As Lenin is recorded as having remarked in a café conversation in Europe “nothing is more radical than reality”. 

I am gratified that my Daily FT column of March 28th 2024 entitled ‘Why the JVP-NPP’s moderate leftist ‘pink paradigm’ deserves a chance’ was widely recycled last week. That could partially be intended as a reminder which serves to counter a reset in my position. If my current position has shifted—I still think Sajith and Anura are our two best choices, but in that order-- it is because the ‘concrete situation’, the ‘conjuncture’, has substantively changed. 

I draw readers’ attention to some points I made in March this year:

“…(VII) Their main rival the SJB had the exclusive franchise on the richly relevant, populist-tinged Premadasa development doctrine but traded it in to become a version of Rishi Sunak’s UK Conservatives. AKD has faced-down his ideological hawks, Sajith hasn’t. He has empowered them or been coopted by them. As things currently stand, Sajith notwithstanding, an SJB government will be bad: Eran-Harsha, ideological fundamentalist twins who dominate discourse and veto party policy, are the SJB’s Cheney-Rumsfeld. 

 

NPP errors and gaps

…The JVP-NPP may not reap its deserved and nationally necessary victory. Why? 

(1) It is unlikely that the JVP-NPP by itself can swing the decisive uncommitted voters, and no automatic process of polarisation is guaranteed to deliver those voters to the NPP. The unwillingness to incorporate into an equation, political figures like Prof. Charitha Herath with the requisite appeal to move the middle-ground, could prove counterproductive and costly.” 

(https://www.ft.lk/columns/Why-the-JVP-NPP-s-moderate-leftist-pink-paradigm-deserves-a-chance/4-760051

Since then: 

(A) Sajith Premadasa has renewed his commitment to Social Democracy (an option Anura ignored) and progressive centrism. 

(B) Sajith and the SJB have constructed a broad and diverse political coalition which includes key elements of the center-left, thereby constructing a progressive-centrist alternative. 

(C) AKD has scornfully rejected potential political partners from the dissenting center-left.

Thus, the concrete situation, the ‘conjuncture’, the ‘current moment’, has reconfigured.

 

Swerve and encounter

Young Karl Marx’s doctoral thesis was on the ancient Greek philosophers Democritus and Epicurus, and encompassed the ancient Roman philosopher-poet Lucretius. They were the Atomists.

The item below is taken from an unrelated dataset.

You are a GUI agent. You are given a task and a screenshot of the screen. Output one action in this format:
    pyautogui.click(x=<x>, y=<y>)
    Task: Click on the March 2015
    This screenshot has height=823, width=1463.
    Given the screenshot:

Their key postulates were: 

The ceaseless rain of the most irreducibly small particles – which the Greeks called ‘atoms’. 

Their ‘encounter’ which caused the appearance and movement of things; 

The unpredictable ‘swerve’ of the atoms which enabled the ‘encounter’. 

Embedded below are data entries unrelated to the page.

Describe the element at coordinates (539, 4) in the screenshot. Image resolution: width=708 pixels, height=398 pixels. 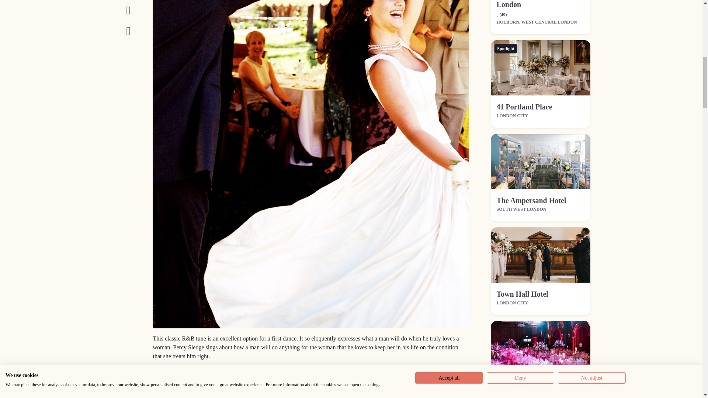
I see `View Profile` at that location.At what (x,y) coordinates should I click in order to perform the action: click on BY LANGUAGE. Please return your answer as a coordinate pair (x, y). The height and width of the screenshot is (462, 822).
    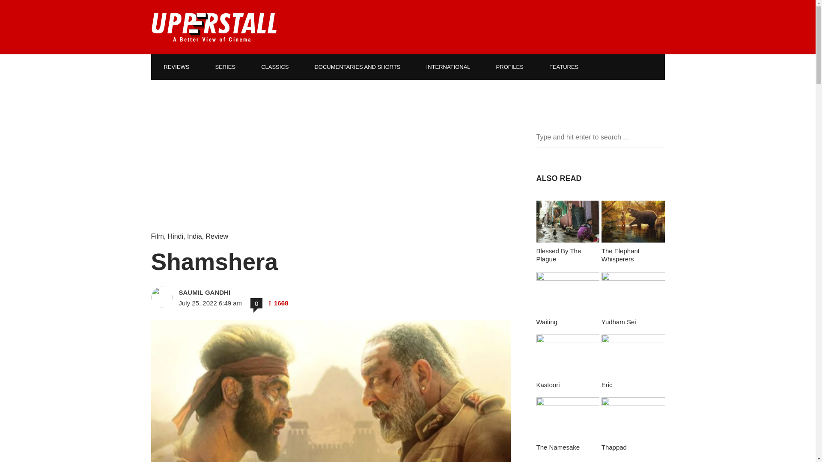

The final contribution of the French Marxist philosopher Louis Althusser, ‘Philosophy of the Encounter: Later Writings 1978-1987’ posited the doctrine of ‘Aleatory Materialism’ – the materialism of ‘The Encounter’ -- arguing for the incorporation of the insights of Epicurus and the ancient Atomists into Marxist ‘historical materialism’. 

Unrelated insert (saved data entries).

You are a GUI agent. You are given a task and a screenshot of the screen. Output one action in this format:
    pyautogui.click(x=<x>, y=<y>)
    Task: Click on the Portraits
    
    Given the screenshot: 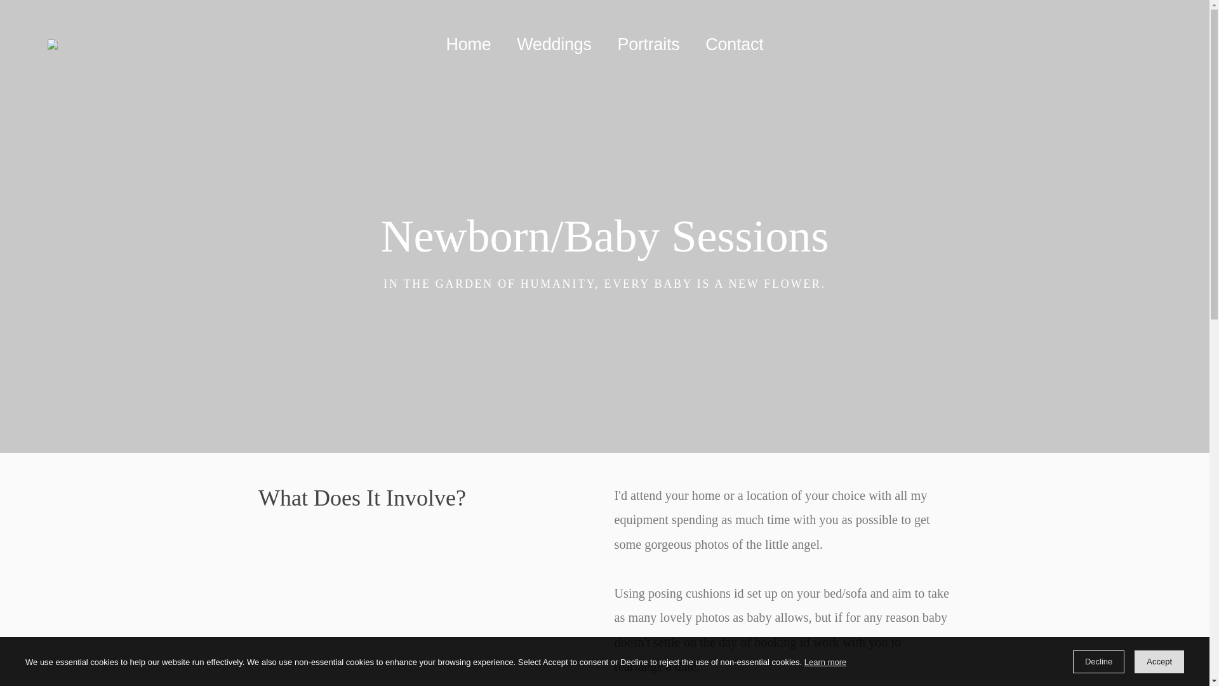 What is the action you would take?
    pyautogui.click(x=648, y=44)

Extending his earlier tributes to Machiavelli who embarked on the impossible project of a unified Italian state through an ‘encounter’ of ‘Virtu’ and ‘Fortuna’, operating on the unpropitious terrain of warring princely states, Althusser argued that Marxist political strategy should: 

Aim at and exercise efforts to cause an ‘encounter’ through generating a ‘swerve’ of the ‘atoms’ of the politico-historical process. 

Move to take positions from which a ‘swerve’ could be caused, and at which the ‘encounter’ could occur.    

When progressive SLFP-SLPP dissidents Dullas, Charitha et al ‘swerved’, AKD-NPP rejected the ‘encounter’. 

Since I hailed Vijaya Kumaratunga in the Lanka Guardian 40 years ago, was denounced in Trotskyist publications for ‘social democracy’, and worked with President Premadasa 35 years ago, I’ve strived for a ‘swerve’ that would cause the ‘encounter’ between leader-alliance-Social Democracy-State.